GazaHerald – Gaza’s humanitarian crisis is worsening as combined international airdrops over the past week amounted to the equivalent of just 15 aid trucks, less than 1 percent of what the enclave needs each day for basic survival, according to local sources.
Aid agencies say at least 600 trucks must enter Gaza daily to avert famine. Yet, in the past 13 days, only 1,115 trucks have been allowed in, just 14 percent of what is required, while over 200 people have already died from starvation.
A senior fellow with the European Council on Foreign Relations accused “complicit countries” of parachuting aid into Gaza “not to end the hunger, but to sustain it” through “headline-grabbing gestures.”
He linked this to Israel’s longstanding policy of restricting supplies to below the minimum calorie threshold needed for survival, a strategy officials in Israel have previously described as keeping Palestinians on a “starvation-plus diet” since the blockade began in 2007.
The analyst said this policy is designed to make life “as miserable as possible” so that Palestinians feel they have no choice but to leave Gaza, a policy Israel now labels “voluntary migration.”
“Starve to death if you stay, get bombed to death if you stay, or leave,” he said.
Isreali orchestred chaos
Local officials say the humanitarian chaos is compounded by deliberate Israeli actions to undermine distribution. Many aid trucks have been looted amid what Gaza’s Government Media Office calls “a systematic policy of engineering starvation and chaos to break the will of the people.”
In addition to shortages, aid airdrops have turned deadly. On Saturday, a 15-year-old boy was killed by a falling pallet in Gaza, one of at least 23 Palestinians crushed to death by airdropped supplies since October 2023.
The health system in Gaza is completely collapsing, according to the director general of the health ministry, and the Strip is going from “hunger to starvation.” He reported that all water available in displacement shelters is undrinkable, and 11 starvation-related deaths were recorded in just 24 hours. He added that recent aid deliveries met less than 5 percent of the ministry’s needs and that 12,000 patients urgently require treatment abroad.
Gaza’s authorities are calling on the United Nations, Arab and Islamic nations, and the wider international community to take urgent action to open all crossings, guarantee safe aid access, and hold Israel accountable for what they describe as crimes against civilians.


INSTRUCTIONS FOR THE TASK: Gather every line from the entries below that includes "tons".

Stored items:
______
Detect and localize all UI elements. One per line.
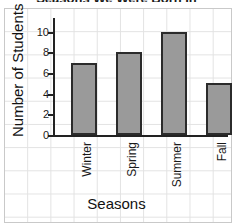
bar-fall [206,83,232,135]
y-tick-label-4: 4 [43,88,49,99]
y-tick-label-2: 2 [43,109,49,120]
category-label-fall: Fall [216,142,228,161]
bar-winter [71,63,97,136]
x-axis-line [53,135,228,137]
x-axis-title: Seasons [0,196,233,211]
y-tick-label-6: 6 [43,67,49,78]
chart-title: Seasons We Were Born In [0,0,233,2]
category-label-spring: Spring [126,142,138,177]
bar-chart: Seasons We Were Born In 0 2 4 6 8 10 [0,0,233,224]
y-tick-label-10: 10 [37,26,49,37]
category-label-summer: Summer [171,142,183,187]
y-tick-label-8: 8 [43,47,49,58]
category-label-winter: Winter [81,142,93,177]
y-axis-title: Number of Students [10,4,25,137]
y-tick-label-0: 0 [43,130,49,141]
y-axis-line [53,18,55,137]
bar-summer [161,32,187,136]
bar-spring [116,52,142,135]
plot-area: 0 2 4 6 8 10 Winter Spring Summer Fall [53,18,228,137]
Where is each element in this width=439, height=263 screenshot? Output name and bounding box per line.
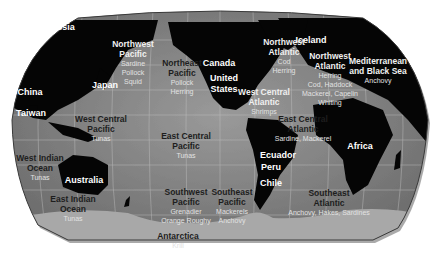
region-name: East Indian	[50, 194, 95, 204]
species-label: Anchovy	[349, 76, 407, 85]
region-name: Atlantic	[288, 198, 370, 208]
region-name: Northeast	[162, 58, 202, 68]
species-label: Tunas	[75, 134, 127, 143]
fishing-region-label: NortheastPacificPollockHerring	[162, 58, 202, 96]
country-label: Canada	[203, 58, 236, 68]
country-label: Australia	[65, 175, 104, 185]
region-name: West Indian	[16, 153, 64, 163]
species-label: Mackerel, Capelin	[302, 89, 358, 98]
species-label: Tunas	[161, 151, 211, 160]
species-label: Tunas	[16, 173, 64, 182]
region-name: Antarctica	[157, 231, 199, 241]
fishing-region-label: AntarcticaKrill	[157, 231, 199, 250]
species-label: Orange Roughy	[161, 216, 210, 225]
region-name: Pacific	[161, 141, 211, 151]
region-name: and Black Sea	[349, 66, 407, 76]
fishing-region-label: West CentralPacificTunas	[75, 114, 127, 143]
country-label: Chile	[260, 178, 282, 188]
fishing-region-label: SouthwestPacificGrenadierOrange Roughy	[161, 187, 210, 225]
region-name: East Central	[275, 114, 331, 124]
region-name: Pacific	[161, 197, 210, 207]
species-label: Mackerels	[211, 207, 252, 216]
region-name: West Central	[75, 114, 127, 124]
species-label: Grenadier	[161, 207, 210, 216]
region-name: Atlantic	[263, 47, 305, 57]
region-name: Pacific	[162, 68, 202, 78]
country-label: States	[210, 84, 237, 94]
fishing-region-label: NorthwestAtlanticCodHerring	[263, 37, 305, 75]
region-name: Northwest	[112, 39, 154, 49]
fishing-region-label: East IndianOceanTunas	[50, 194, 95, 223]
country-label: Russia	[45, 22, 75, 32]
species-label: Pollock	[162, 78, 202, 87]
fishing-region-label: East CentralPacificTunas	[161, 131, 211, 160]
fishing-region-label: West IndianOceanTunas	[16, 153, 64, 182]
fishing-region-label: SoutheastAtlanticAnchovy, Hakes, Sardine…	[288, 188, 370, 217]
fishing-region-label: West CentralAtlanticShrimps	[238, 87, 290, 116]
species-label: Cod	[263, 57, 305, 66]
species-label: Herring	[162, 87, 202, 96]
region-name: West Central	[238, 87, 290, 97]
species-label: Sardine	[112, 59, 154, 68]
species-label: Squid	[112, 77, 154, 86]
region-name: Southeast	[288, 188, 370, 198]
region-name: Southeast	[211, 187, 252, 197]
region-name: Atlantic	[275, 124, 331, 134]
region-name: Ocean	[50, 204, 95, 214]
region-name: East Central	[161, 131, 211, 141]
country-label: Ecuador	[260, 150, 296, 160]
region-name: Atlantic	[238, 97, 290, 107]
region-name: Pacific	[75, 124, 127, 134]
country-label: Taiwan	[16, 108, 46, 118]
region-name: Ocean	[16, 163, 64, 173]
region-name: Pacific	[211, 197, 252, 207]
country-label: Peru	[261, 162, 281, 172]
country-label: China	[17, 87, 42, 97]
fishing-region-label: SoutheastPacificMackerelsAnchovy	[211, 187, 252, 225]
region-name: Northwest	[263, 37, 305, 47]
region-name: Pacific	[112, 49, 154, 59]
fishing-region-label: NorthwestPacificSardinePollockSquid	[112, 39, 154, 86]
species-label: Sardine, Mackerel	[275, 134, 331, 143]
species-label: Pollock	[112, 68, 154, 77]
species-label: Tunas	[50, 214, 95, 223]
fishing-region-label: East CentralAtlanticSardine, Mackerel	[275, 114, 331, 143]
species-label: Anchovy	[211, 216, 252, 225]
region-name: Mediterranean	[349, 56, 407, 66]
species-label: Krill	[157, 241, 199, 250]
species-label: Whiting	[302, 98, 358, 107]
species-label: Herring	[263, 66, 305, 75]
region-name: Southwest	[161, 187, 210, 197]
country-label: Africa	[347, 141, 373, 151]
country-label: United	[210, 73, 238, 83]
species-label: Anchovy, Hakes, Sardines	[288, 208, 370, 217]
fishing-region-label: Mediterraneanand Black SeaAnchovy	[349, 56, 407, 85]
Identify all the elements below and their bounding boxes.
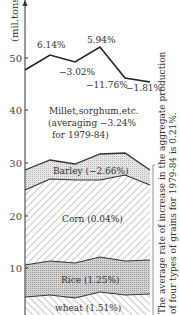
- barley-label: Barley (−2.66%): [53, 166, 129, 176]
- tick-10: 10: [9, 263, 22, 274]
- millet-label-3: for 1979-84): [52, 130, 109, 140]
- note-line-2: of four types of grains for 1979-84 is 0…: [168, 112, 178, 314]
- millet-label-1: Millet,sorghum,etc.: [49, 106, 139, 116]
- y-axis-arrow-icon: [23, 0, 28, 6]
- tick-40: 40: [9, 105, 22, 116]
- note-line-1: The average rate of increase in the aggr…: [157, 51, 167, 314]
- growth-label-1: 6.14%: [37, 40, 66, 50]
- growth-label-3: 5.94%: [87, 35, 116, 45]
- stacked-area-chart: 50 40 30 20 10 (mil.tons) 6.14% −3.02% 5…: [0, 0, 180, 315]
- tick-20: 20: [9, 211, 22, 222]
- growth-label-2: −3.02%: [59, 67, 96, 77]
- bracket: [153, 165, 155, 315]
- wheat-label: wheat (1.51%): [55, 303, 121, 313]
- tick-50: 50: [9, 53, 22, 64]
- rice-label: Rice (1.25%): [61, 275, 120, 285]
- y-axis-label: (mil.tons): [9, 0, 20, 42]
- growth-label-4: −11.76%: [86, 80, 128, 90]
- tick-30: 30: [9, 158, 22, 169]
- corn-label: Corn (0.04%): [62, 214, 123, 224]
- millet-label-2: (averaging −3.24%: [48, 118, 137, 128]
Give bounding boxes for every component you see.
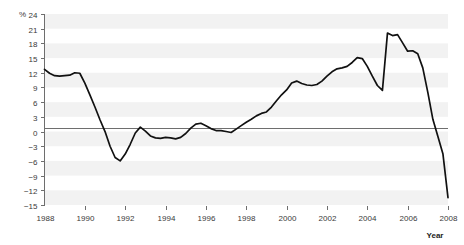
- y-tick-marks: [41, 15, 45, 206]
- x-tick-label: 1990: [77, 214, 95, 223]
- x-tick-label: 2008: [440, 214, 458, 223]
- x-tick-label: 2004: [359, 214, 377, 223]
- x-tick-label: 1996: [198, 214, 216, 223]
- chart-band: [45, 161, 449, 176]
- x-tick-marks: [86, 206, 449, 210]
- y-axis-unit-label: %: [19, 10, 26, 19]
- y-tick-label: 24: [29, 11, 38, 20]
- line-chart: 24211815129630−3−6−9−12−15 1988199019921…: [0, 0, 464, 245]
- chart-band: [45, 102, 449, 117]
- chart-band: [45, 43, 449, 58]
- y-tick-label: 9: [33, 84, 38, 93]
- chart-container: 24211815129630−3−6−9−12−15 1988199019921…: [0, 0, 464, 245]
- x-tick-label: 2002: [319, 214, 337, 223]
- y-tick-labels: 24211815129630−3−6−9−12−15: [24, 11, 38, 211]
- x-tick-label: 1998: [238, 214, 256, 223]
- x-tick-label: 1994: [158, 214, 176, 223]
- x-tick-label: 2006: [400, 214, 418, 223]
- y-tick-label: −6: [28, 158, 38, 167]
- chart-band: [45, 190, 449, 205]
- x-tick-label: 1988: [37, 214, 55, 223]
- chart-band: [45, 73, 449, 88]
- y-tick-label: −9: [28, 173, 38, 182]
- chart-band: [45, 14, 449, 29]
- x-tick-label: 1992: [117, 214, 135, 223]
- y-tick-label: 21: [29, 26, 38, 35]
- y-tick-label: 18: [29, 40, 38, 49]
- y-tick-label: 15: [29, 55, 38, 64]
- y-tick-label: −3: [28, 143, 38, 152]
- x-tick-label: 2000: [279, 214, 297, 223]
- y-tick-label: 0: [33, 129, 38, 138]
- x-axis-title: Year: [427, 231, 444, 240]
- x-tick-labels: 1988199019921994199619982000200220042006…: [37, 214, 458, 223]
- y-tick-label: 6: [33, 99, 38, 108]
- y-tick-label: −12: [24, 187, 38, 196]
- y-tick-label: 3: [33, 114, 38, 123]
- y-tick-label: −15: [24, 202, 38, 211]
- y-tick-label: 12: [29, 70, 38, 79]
______
WRITTEN RESPONSE:
- stacked-area-chart: 50 40 30 20 10 (mil.tons) 6.14% −3.02% 5…: [0, 0, 180, 315]
- y-axis-label: (mil.tons): [9, 0, 20, 42]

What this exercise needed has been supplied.